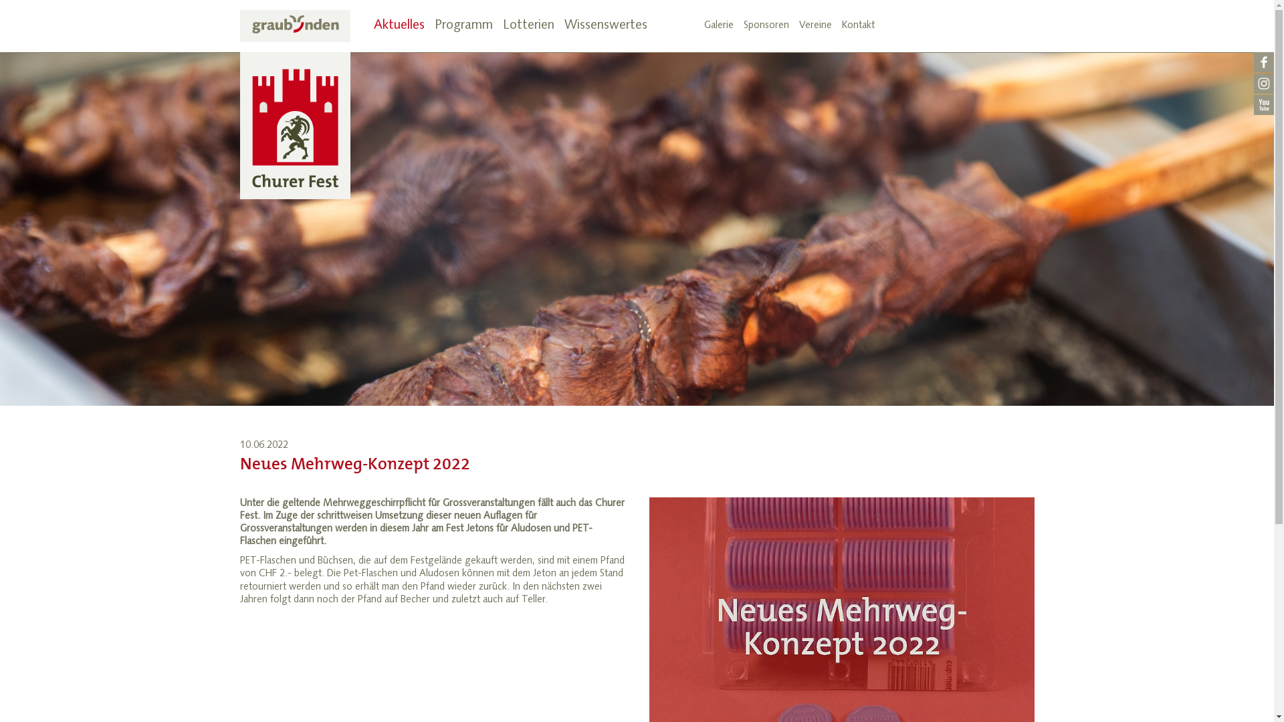 The height and width of the screenshot is (722, 1284). I want to click on Folge uns auf Instagram, so click(1264, 84).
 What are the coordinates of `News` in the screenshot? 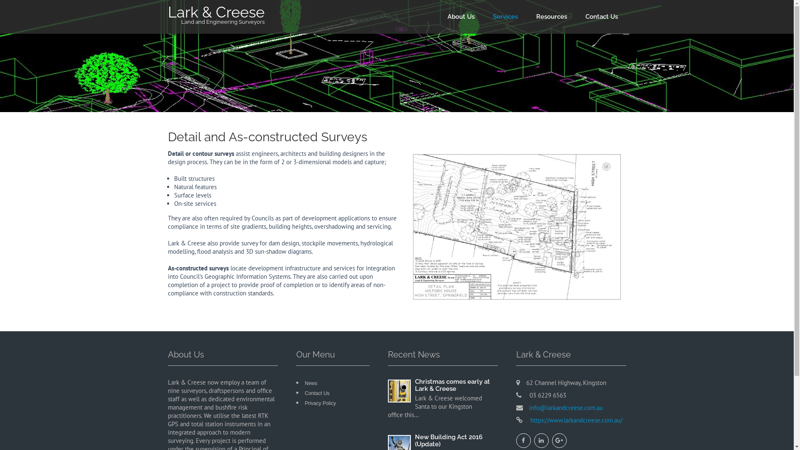 It's located at (311, 383).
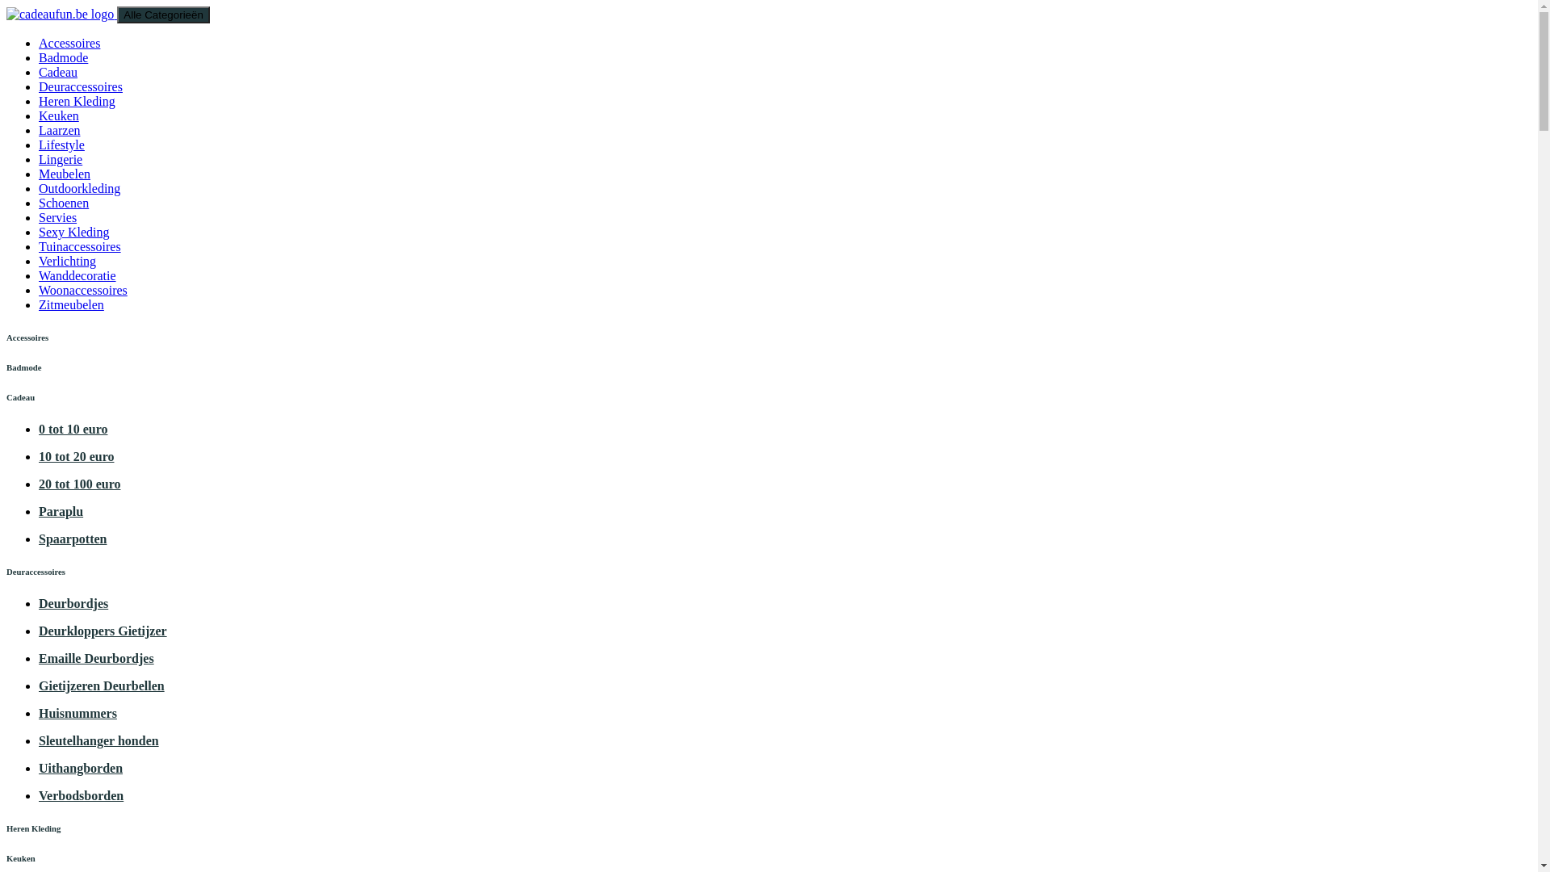 This screenshot has width=1550, height=872. I want to click on Deuraccessoires, so click(81, 87).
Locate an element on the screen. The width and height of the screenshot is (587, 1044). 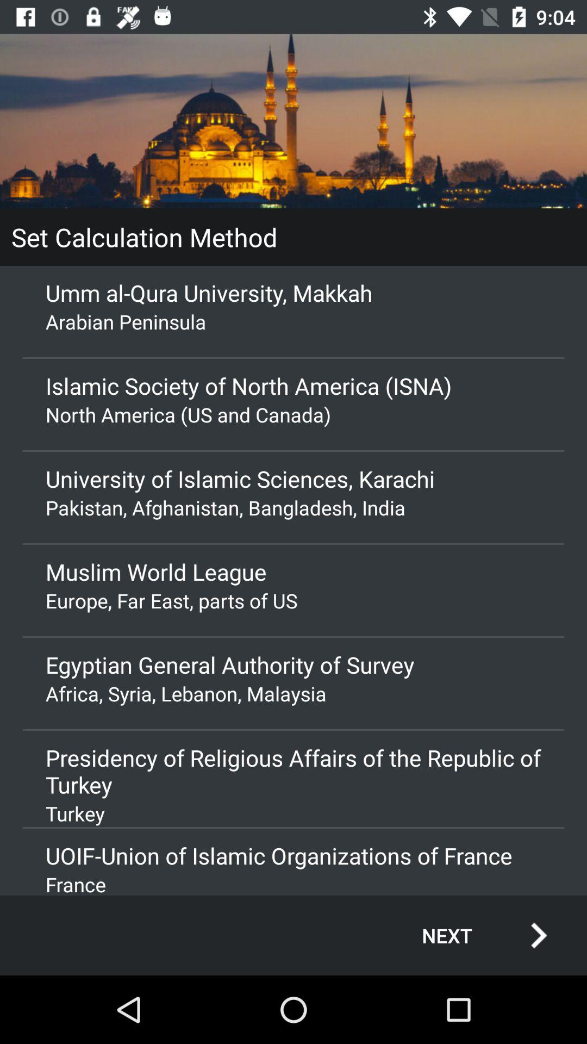
flip to pakistan afghanistan bangladesh item is located at coordinates (294, 507).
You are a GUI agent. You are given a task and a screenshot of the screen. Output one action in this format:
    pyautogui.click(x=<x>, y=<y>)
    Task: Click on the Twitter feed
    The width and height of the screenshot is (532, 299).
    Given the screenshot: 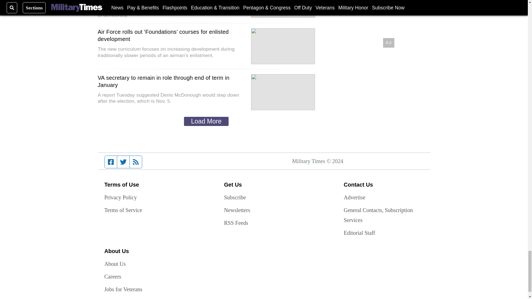 What is the action you would take?
    pyautogui.click(x=123, y=162)
    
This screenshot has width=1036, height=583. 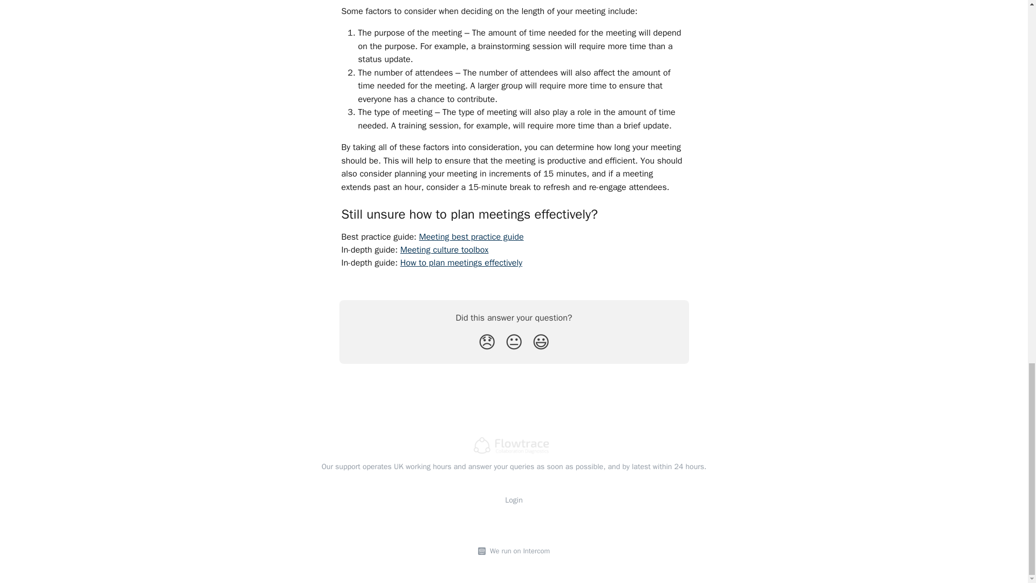 I want to click on Meeting best practice guide, so click(x=472, y=236).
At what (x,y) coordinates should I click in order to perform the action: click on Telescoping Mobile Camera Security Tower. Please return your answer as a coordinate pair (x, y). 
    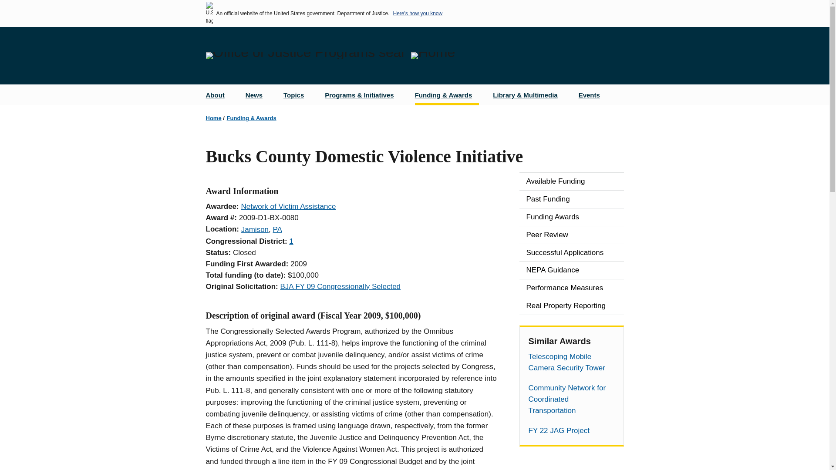
    Looking at the image, I should click on (571, 362).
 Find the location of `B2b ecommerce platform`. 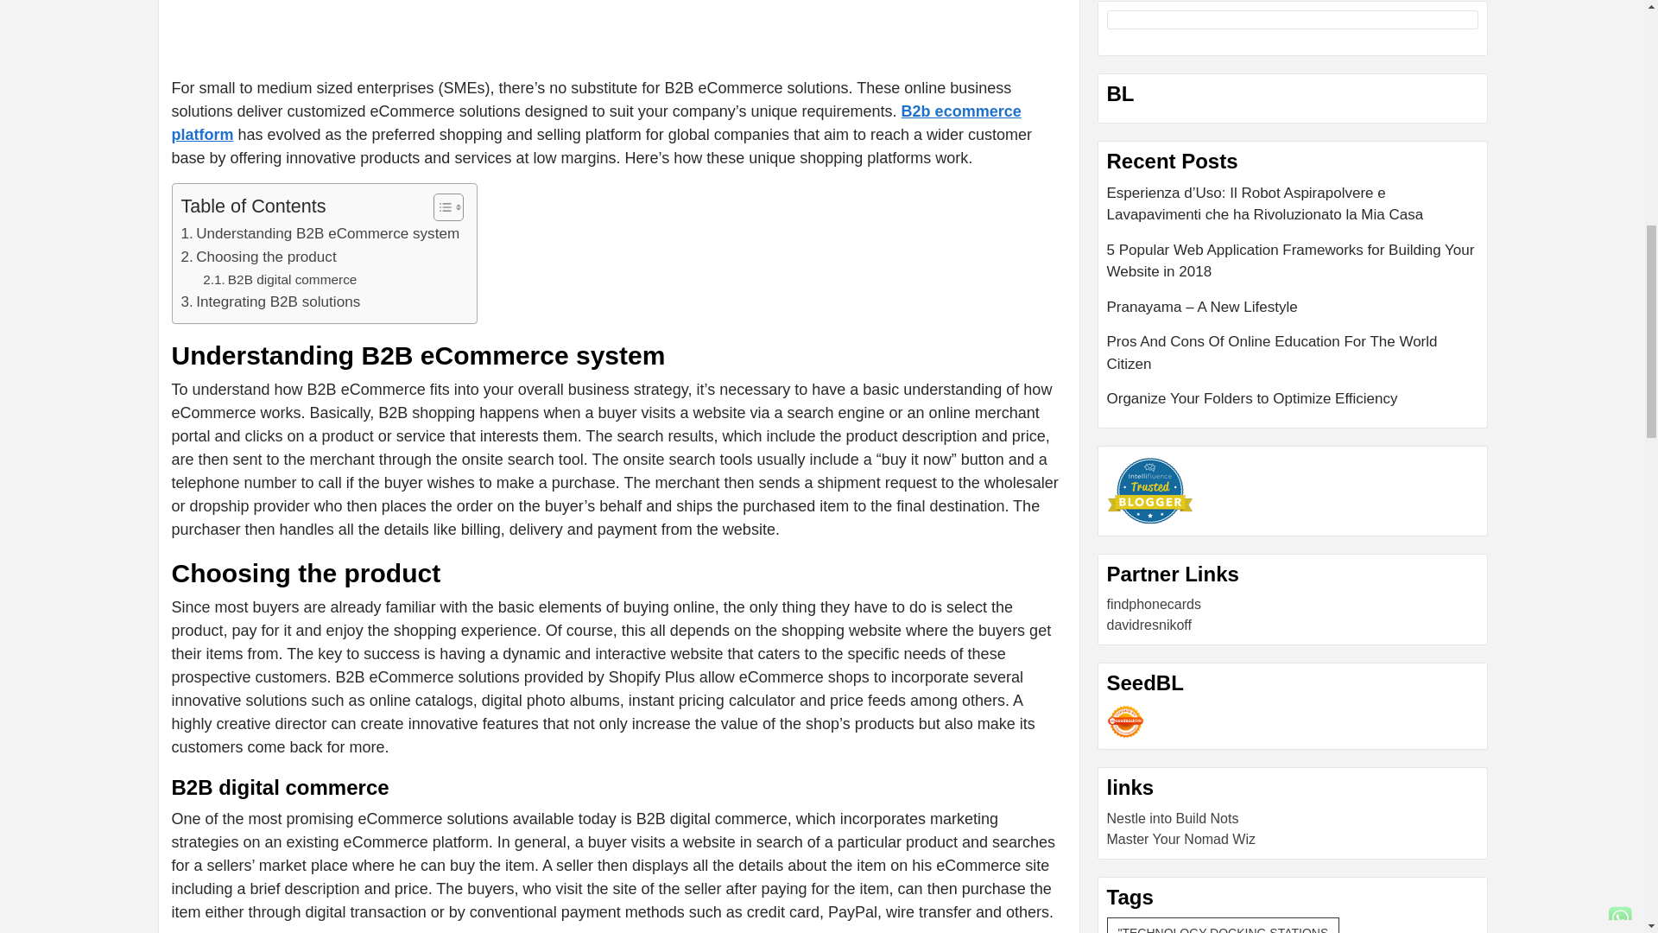

B2b ecommerce platform is located at coordinates (596, 123).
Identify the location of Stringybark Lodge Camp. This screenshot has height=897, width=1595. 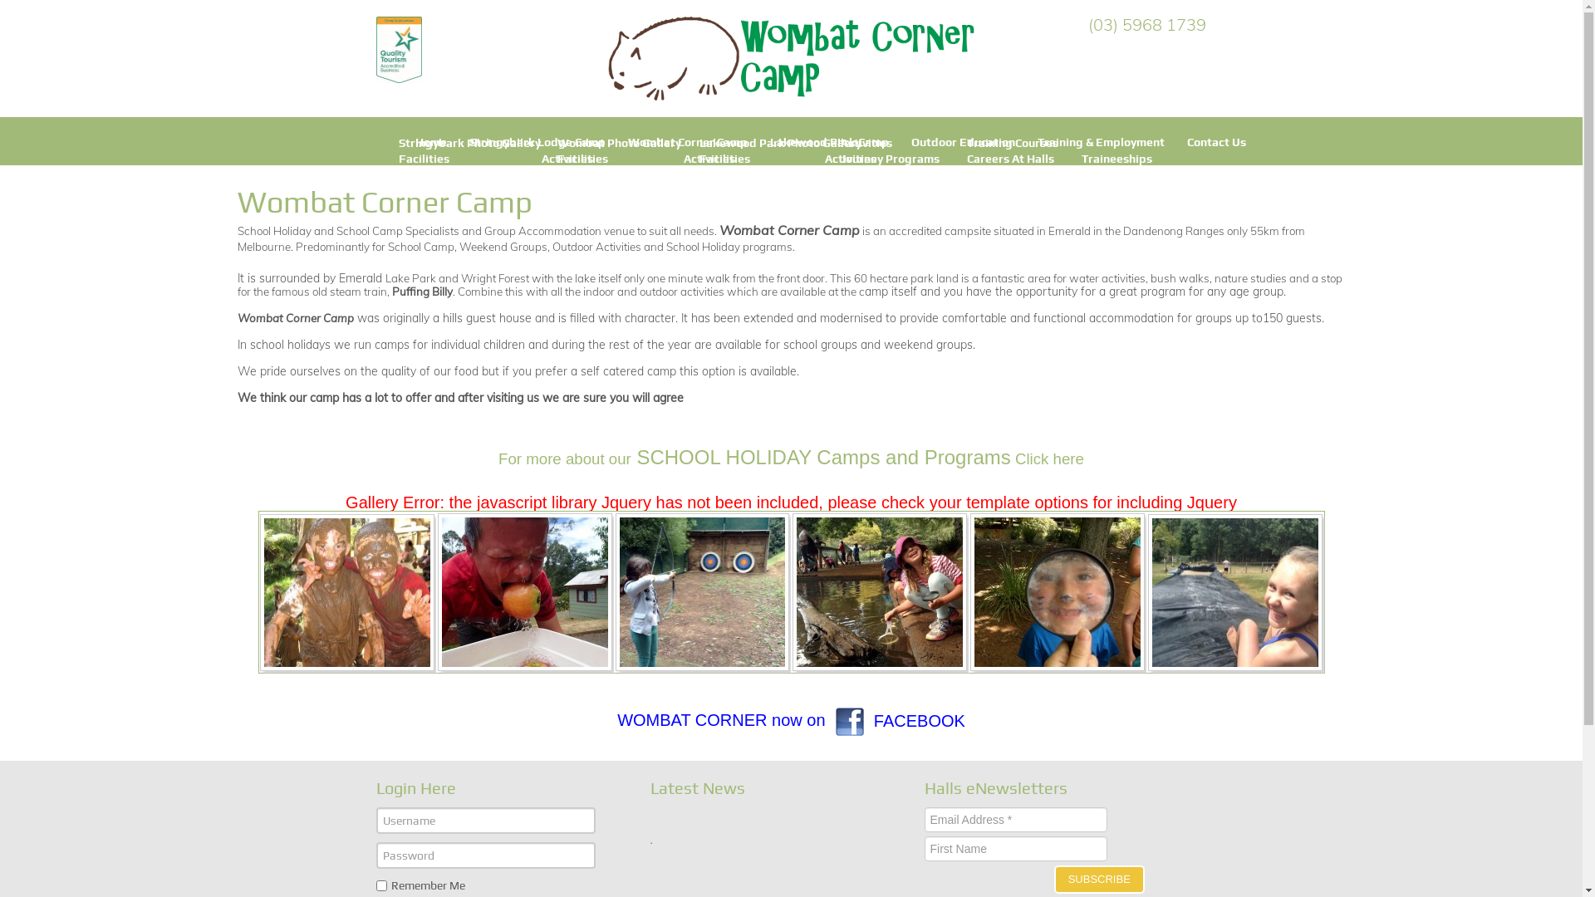
(538, 141).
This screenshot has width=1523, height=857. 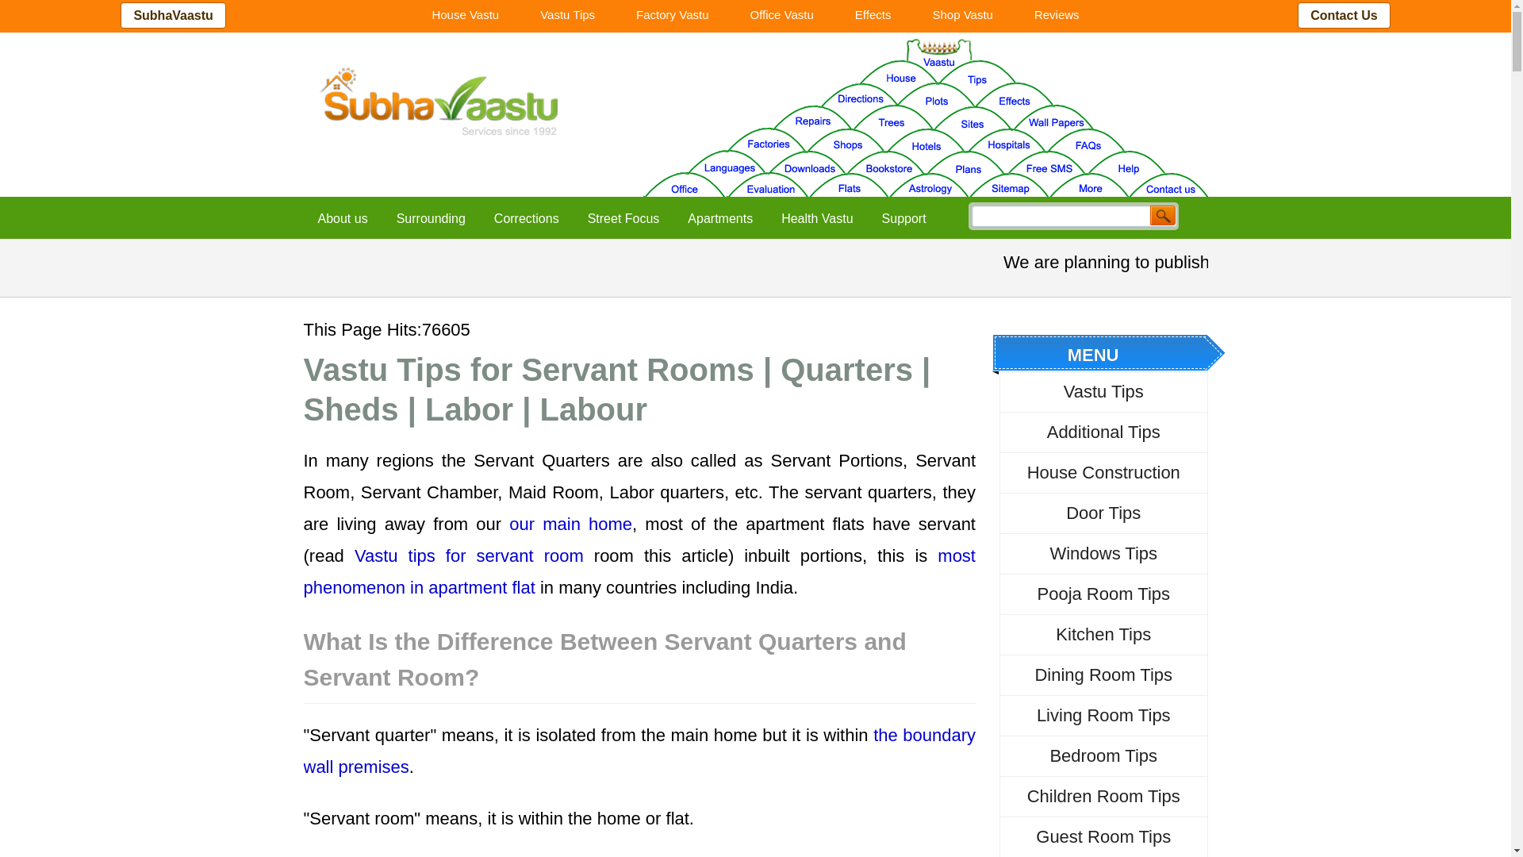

--

DIRECTIONS → Retype, without any picture, exactly the lines from the one with "Identify the location" through the end of the entries, inclusive.

OUTPUT BELOW →
Identify the location of Stringybark Lodge Camp. This screenshot has height=897, width=1595. 
(538, 141).
This screenshot has width=1523, height=857. 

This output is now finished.